Outbound non-financial investment rose to $18.4 billion in the first two months of the year, a 147 percent increase from last year, according to the official Xinhua news agency.

In February, Beijing-based Sinopec Group, which owns China Petroleum & Chemical Corp. (HKG:0386), China’s second-largest energy concern, announced China’s largest investment in the U.S. so far this year: a $1 billion acquisition of half of Oklahoma City-based Chesapeake Energy Corp.’s (NYSE:CHK) oil and gas assets in the Mississippi Lime deposit.

Investment from European Union-based companies increased 34 percent to $1.2 billion while investments from U.S.-based firms dropped 5.4 percent to $497 million.

"Our general estimate is that FDI will remain steady for the whole year, which means significant rises and drops are not likely," Ministry of Commerce spokesman Shen Danyang told a press conference in Beijing.

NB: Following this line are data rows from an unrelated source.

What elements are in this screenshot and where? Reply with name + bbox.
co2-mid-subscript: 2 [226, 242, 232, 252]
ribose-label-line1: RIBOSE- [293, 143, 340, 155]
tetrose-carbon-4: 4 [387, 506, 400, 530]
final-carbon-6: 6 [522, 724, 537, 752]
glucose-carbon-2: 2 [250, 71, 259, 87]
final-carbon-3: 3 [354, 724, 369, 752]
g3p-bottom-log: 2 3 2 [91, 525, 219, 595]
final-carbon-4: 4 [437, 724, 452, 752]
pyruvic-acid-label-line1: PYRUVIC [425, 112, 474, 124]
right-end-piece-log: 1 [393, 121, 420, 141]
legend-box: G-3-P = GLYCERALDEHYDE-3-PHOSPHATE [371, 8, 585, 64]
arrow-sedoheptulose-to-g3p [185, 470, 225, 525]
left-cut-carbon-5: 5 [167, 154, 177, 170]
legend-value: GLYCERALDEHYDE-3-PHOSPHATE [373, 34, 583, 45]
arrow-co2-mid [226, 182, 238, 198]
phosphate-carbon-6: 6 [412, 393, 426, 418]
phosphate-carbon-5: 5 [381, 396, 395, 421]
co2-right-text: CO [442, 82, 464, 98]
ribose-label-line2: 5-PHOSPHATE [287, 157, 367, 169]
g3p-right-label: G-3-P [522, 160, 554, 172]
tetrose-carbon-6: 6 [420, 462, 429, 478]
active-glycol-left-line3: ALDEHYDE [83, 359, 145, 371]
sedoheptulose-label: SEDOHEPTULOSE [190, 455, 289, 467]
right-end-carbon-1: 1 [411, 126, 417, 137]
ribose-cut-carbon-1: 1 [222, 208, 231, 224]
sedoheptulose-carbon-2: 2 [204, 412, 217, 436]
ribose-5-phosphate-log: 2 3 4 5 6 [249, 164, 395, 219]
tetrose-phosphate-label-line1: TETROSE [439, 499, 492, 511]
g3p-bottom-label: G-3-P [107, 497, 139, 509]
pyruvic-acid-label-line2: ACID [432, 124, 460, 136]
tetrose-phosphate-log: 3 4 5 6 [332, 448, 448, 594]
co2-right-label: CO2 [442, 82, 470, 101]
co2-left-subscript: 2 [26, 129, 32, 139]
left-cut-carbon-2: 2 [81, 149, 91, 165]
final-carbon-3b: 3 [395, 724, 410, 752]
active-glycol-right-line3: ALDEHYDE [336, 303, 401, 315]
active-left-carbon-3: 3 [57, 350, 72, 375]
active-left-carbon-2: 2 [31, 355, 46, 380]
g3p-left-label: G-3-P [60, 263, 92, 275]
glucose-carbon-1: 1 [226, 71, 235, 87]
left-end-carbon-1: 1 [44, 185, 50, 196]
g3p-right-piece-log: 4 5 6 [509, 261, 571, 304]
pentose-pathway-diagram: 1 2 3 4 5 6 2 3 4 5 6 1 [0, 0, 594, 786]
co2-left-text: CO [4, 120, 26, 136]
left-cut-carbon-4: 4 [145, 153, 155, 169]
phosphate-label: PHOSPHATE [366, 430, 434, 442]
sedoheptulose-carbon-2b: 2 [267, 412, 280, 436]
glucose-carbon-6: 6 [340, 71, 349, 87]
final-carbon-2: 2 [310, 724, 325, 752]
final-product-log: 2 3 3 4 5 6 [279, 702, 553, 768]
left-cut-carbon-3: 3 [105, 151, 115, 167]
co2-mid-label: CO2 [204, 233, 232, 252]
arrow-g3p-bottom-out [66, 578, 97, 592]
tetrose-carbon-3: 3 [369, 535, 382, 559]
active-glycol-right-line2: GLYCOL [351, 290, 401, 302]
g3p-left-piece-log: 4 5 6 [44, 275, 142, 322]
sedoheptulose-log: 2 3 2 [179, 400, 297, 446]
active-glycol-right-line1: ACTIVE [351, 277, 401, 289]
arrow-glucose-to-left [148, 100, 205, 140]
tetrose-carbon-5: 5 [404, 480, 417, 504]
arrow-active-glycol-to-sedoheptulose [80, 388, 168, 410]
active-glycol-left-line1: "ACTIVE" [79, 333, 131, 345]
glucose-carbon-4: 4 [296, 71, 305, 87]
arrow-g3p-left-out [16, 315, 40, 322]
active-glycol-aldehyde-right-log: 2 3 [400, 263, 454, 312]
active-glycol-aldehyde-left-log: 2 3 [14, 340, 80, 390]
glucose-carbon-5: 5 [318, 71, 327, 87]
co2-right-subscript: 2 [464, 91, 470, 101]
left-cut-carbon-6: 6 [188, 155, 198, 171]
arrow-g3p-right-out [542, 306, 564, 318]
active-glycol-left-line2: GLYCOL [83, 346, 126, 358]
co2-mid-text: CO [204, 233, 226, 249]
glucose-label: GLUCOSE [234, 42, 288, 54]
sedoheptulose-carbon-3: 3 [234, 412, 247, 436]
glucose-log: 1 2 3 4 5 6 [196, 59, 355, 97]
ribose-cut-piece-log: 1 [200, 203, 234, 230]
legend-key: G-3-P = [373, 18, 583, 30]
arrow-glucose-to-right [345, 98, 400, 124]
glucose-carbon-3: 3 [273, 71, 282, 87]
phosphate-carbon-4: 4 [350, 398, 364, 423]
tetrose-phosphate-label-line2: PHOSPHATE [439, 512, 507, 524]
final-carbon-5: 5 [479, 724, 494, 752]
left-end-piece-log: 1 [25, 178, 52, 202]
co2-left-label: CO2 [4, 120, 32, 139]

Earlier this month the new government in Beijing predicted that non-financial inbound FDI would rise 1.2 percent to $113 billion in 2013 after falling 3.7 percent to $117.7 billion last year, the first drop in three years. Meanwhile, outbound investment by Chinese companies is expected by the government to increase 15 percent to $88.7 billion this year.

The country’s GDP grew 7.9 percent in the first three months of the year, up from the previous quarter’s 7.4 percent. The new government’s target annual GDP growth through 2020 is 7.5 percent; the economy expanded in 2012 by 7.8 percent, the lowest in 13 years.